The officer had called an ambulance. I have to tell you that this bar, Reilly’s North, was a classic. It was in the middle of all these cottages, just sitting there on a dirt road. Absolutely a local bar, it had been there for years with one light in front of it; you know, that ugly fluorescent light that stands about fifteen feet in the air and casts a strange light in only one direction. It was the kind of place where beer in bottles was an upgrade.

Joe McAvoy accompanied me in the ambulance, while the other three went back into the bar and had a few cold beers with the employees and patrons who were involved in the “mixed-up-no-martial-art-skill brawl.” They stayed there until the police took them back to the cottage. From what I was told, the drive back to the cottage was quite humorous. The house we were staying at was difficult to find if you were not familiar with it, and the remaining three knuckleheads spent an hour in the back of a squad, with the officer threatening to either drop them off where they were or bring them to the station if he didn't find the damn house. Keep in mind that the cottage was only three blocks from the bar. No charges were filed against Nick Smith that night, and the police escorted him home. The policeman, it turns out, was a childhood friend of Smith's.

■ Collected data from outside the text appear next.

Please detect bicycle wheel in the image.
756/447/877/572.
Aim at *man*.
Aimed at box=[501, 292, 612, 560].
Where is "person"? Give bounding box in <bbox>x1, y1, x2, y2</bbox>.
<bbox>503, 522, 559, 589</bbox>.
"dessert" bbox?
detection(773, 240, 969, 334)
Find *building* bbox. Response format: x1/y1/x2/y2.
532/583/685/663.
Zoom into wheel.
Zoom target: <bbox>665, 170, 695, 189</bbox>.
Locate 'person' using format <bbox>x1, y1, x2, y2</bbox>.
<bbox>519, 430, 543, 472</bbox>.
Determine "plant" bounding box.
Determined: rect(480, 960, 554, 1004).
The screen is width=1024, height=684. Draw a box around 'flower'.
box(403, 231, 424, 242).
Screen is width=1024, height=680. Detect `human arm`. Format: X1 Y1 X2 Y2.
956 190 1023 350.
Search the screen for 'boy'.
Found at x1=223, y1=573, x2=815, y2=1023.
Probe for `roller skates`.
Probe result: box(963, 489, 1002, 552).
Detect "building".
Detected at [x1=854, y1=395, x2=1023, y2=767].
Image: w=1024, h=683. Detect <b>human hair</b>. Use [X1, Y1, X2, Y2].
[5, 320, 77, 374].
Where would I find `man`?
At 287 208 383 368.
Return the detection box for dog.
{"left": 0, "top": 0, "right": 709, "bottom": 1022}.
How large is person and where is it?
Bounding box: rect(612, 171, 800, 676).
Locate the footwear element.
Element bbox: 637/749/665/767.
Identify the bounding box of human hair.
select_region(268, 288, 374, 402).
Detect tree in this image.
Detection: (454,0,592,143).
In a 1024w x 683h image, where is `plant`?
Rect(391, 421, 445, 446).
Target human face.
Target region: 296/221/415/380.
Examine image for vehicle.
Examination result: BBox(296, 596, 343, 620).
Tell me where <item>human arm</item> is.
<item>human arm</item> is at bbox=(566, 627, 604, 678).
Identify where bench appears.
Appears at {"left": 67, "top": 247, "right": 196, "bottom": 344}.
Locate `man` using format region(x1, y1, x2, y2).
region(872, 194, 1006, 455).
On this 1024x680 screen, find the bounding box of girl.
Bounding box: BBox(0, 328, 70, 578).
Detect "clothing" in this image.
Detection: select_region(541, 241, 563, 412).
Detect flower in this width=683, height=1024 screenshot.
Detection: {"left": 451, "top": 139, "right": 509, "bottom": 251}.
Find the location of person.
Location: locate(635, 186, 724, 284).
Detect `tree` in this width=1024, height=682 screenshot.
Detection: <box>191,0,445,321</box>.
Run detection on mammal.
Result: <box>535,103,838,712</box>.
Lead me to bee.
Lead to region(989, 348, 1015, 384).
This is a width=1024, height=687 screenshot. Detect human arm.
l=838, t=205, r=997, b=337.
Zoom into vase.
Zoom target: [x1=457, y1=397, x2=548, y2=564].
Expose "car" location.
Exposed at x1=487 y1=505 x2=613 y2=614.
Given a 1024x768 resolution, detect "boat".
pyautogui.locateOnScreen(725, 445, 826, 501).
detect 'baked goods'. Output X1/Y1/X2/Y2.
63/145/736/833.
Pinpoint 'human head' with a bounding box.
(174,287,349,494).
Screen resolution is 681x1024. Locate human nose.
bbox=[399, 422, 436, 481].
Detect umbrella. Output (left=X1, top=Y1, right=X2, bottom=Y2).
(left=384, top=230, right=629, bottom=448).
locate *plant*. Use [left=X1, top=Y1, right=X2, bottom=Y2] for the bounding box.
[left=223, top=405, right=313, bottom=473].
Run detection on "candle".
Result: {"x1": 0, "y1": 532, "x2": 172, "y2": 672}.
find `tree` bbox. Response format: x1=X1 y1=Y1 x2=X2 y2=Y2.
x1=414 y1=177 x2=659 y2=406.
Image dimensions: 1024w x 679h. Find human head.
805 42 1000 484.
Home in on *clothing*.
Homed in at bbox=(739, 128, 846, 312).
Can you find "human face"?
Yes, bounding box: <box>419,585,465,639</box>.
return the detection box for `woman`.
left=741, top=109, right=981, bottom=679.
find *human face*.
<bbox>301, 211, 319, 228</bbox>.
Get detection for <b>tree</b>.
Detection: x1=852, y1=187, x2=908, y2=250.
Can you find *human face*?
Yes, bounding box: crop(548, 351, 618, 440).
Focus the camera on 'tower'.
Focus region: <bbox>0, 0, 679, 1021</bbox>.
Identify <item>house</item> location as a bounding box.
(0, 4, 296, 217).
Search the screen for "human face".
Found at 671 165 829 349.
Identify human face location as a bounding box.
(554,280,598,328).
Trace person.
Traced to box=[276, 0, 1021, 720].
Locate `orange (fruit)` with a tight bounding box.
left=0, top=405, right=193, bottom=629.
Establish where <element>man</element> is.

I arrived at a trauma center in Elkhorn, Wisconsin, at ten minutes after one in the morning. As they wheeled me in, Joe said the doctor commented, “Another drunken casualty from the Geneva strip.” Joe disputed that remark, arguing that there had been a fight at the bar and I was struck in the head while walking to the car. Knowing Joe, he most likely worded that last statement a bit differently, but I’m sure you get the picture. Because I had been at a bar, the doctor assumed I was intoxicated. I suppose he also assumed that I normally bled from the back my head. No testing was performed. I was given an IV and placed in a room to sleep it off.

My wife, Mary Beth, was not notified until Sunday morning. When she was contacted, the nurse had told her, “We believe that Brian is sleeping off a hangover, so you can pick him up later. He should be released by noon.”

From Every 21 Seconds by Brian D. Sweeney, published by Tate Publishing & Enterprises. Copyright © 2009 Brian D. Sweeney. Reprinted with the author's permission. All rights reserved. www.tatepublishing.com.
 

 Comments [2]

Great Excerpt! I can't wait to pick up the entire book after reading this. Thank you for bringing this book to my attention.

Aug 4th, 2009 12:45pm

I read this book, it is a must read. The author was able to capture what life is like and can be like for a TBI survivor and their family. However, it was a great overall story, very honest and at times funny. Not a pity book or a medical book, but a great story about life with a TBI and one persons quest to return to a life the doctors said was gone.